At the same time, the president, who rejected such a mandate during the 2008 campaign, reaffirmed in strong terms his determination to offer a government-run health-care plan as an alternative to private insurance.
“I strongly believe that Americans should have the choice of a public health insurance option operating alongside private plans,” Obama said in a two-page letter to Sens. Edward Kennedy, D-Mass., and Max Baucus, D-Mont., who are leading efforts to develop health-care legislation. “This will give them a better range of choices, make the health-care market more competitive and keep insurance companies honest.”
Obama also indicated he was receptive to a new requirement that large businesses share in the cost of providing health insurance. And he called for at least another $200 billion in cuts to the federal Medicare and Medicaid insurance programs for senior citizens and poor families to pay for expanded coverage. This would be in addition to $300 billion in cuts requested earlier.
The letter, released a day after the president met with two dozen Senate Democrats at the White House to talk about health care, came as the White House intensified its effort to build momentum for a major health-care overhaul this year. Obama has asked Congress to send him a bill by October.
Kennedy and Baucus plan to introduce major health-care bills over the next several weeks, as do senior House Democrats. At the same time, many Republicans are stepping up their criticism of the initiative, which they claim will increase government control of medicine.
Obama and his chief lieutenants have emphasized the need to control costs in reaction to widespread public anxiety about rising health-care bills — as well as concerns among experts about the nation’s skyrocketing health-care tab, which this year will top $2.2 trillion.
“I want to stress that reform cannot mean focusing on expanded coverage alone,” Obama wrote. “Indeed, without a serious, sustained effort to reduce the growth rate of health-care costs, affordable health-care coverage will remain out of reach.”

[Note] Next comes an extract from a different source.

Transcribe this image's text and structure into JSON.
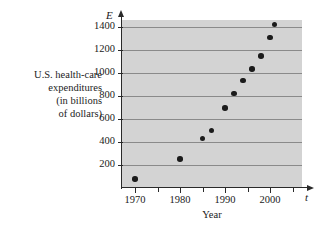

Though Obama has made a health-care overhaul one of his top priorities, he has thus far largely avoided staking out firm positions on some of the most contentious issues, endorsing broader goals while letting senior Democrats write the specifics on Capitol Hill.
The coverage mandates, described sometimes as “shared responsibility,” and the so-called public plan have been among the more controversial concepts in the emerging debate.

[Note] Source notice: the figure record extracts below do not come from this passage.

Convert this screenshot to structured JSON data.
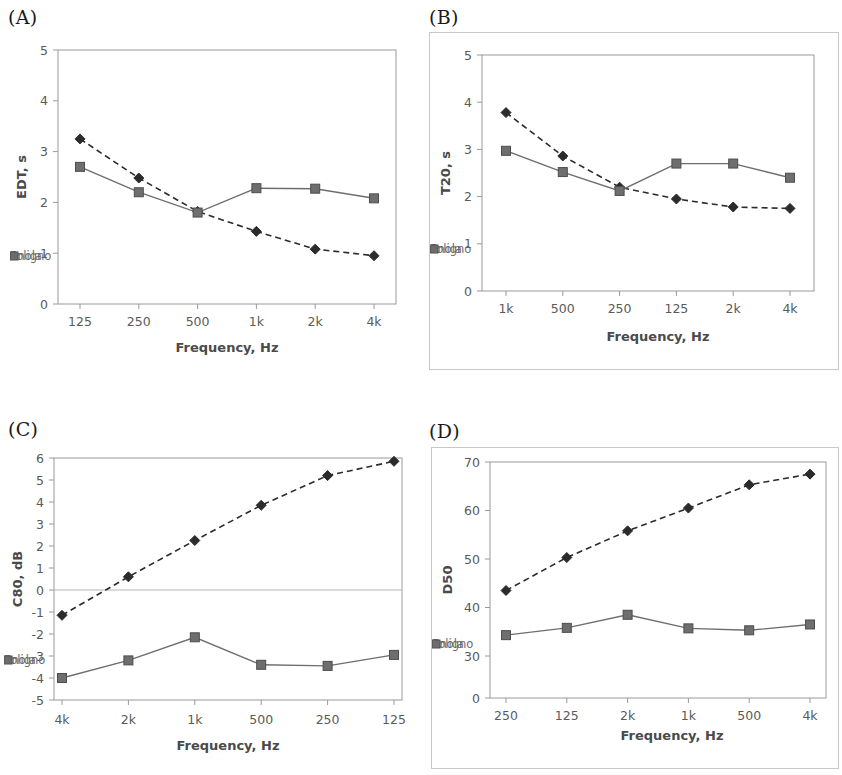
{
  "figure": {
    "background": "#ffffff",
    "series_colors": {
      "foligno": "#2b2b2b",
      "imola": "#6e6e6e"
    },
    "axis_color": "#9a9a9a",
    "text_color": "#5a5a5a"
  },
  "panels": [
    {
      "id": "A",
      "label": "(A)",
      "bordered": false,
      "chart_data": {
        "type": "line",
        "title": "",
        "xlabel": "Frequency, Hz",
        "ylabel": "EDT, s",
        "categories": [
          "125",
          "250",
          "500",
          "1k",
          "2k",
          "4k"
        ],
        "yticks": [
          0,
          1,
          2,
          3,
          4,
          5
        ],
        "ylim": [
          0,
          5
        ],
        "grid": false,
        "legend_position": "inside-bottom",
        "series": [
          {
            "name": "Foligno",
            "marker": "diamond",
            "linestyle": "dashed",
            "color": "#2b2b2b",
            "values": [
              3.25,
              2.48,
              1.82,
              1.43,
              1.08,
              0.95
            ]
          },
          {
            "name": "Imola",
            "marker": "square",
            "linestyle": "solid",
            "color": "#6e6e6e",
            "values": [
              2.7,
              2.2,
              1.8,
              2.28,
              2.27,
              2.08
            ]
          }
        ]
      }
    },
    {
      "id": "B",
      "label": "(B)",
      "bordered": true,
      "chart_data": {
        "type": "line",
        "title": "",
        "xlabel": "Frequency, Hz",
        "ylabel": "T20, s",
        "categories": [
          "1k",
          "500",
          "250",
          "125",
          "2k",
          "4k"
        ],
        "yticks": [
          0,
          1,
          2,
          3,
          4,
          5
        ],
        "ylim": [
          0,
          5
        ],
        "grid": false,
        "legend_position": "inside-bottom",
        "series": [
          {
            "name": "Foligno",
            "marker": "diamond",
            "linestyle": "dashed",
            "color": "#2b2b2b",
            "values": [
              3.78,
              2.86,
              2.2,
              1.95,
              1.78,
              1.75
            ]
          },
          {
            "name": "Imola",
            "marker": "square",
            "linestyle": "solid",
            "color": "#6e6e6e",
            "values": [
              2.97,
              2.52,
              2.12,
              2.7,
              2.7,
              2.4
            ]
          }
        ]
      }
    },
    {
      "id": "C",
      "label": "(C)",
      "bordered": false,
      "chart_data": {
        "type": "line",
        "title": "",
        "xlabel": "Frequency, Hz",
        "ylabel": "C80, dB",
        "categories": [
          "4k",
          "2k",
          "1k",
          "500",
          "250",
          "125"
        ],
        "yticks": [
          -5,
          -4,
          -3,
          -2,
          -1,
          0,
          1,
          2,
          3,
          4,
          5,
          6
        ],
        "ylim": [
          -5,
          6
        ],
        "grid": false,
        "zeroline": true,
        "legend_position": "inside-bottom",
        "series": [
          {
            "name": "Foligno",
            "marker": "diamond",
            "linestyle": "dashed",
            "color": "#2b2b2b",
            "values": [
              -1.15,
              0.6,
              2.25,
              3.85,
              5.2,
              5.85
            ]
          },
          {
            "name": "Imola",
            "marker": "square",
            "linestyle": "solid",
            "color": "#6e6e6e",
            "values": [
              -4.0,
              -3.2,
              -2.15,
              -3.4,
              -3.45,
              -2.95
            ]
          }
        ]
      }
    },
    {
      "id": "D",
      "label": "(D)",
      "bordered": true,
      "chart_data": {
        "type": "line",
        "title": "",
        "xlabel": "Frequency, Hz",
        "ylabel": "D50",
        "categories": [
          "250",
          "125",
          "2k",
          "1k",
          "500",
          "4k"
        ],
        "yticks": [
          0,
          30,
          40,
          50,
          60,
          70
        ],
        "ylim": [
          0,
          70
        ],
        "axis_break": true,
        "grid": false,
        "legend_position": "inside-bottom",
        "series": [
          {
            "name": "Foligno",
            "marker": "diamond",
            "linestyle": "dashed",
            "color": "#2b2b2b",
            "values": [
              43.5,
              50.3,
              55.8,
              60.5,
              65.3,
              67.5
            ]
          },
          {
            "name": "Imola",
            "marker": "square",
            "linestyle": "solid",
            "color": "#6e6e6e",
            "values": [
              34.3,
              35.8,
              38.5,
              35.7,
              35.3,
              36.5
            ]
          }
        ]
      }
    }
  ]
}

In his letter, the president left room for compromise on the mandates, suggesting exemptions for people who cannot afford insurance and for small businesses.
At least one GOP lawmaker praised the president’s approach.

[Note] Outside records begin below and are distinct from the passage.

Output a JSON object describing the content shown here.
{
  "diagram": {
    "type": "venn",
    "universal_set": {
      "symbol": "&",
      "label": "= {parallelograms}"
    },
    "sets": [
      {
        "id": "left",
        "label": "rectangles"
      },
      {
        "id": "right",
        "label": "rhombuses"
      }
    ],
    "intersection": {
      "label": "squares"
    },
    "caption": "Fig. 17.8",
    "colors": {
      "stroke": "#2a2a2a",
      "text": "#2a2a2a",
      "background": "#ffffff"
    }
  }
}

“Having the president engaged in the legislative debate with yesterday’s meeting and today’s letter, which doesn’t draw lines in the sand, is helpful because of his statements that reform legislation needs to have bipartisan support,” said Iowa Sen. Charles Grassley, the senior Republican on the Senate Finance Committee.
But Obama’s letter, which came as lawmakers are finalizing their health-care bills, represented a direct challenge to business groups long wary of requirements that they provide insurance or pay some kind of fee to help the government finance wider coverage.
A spokeswoman for the U.S. Chamber of Commerce called the mandate a “job killer.” Even some small businesses are wary of mandates with exemptions, out of concern that the exemptions could be adjusted in the future.
Insurance companies, which have embraced a new mandate, vigorously oppose the proposed government insurance program.
The president also waded further into the potentially explosive debate over how to pay for an overhaul that is expected to cost more than $1 trillion over the next decade.
Obama pledged to work with Congress to cut $200 billion to $300 billion from the Medicare and Medicaid insurance programs over the next 10 years.
That would come on top of $634 billion the president proposed in his budget to pay for health reform.
Roughly half of that came from changes in Medicare, including cuts to private insurers who contract with the government to provide insurance to seniors. The rest would come from reducing the amount wealthiest Americans could deduct on their taxes for charitable donations, state taxes or interest payments on a home.
That proposal has run into stiff opposition from Democrats as well as Republicans, but administration officials have not given up on it. And Obama signaled his intent to keep it on the table as legislative debate proceeds.
The president also suggested empowering a federal commission under the Department of Health and Human Services to make further cuts in Medicare spending with less interference from Congress.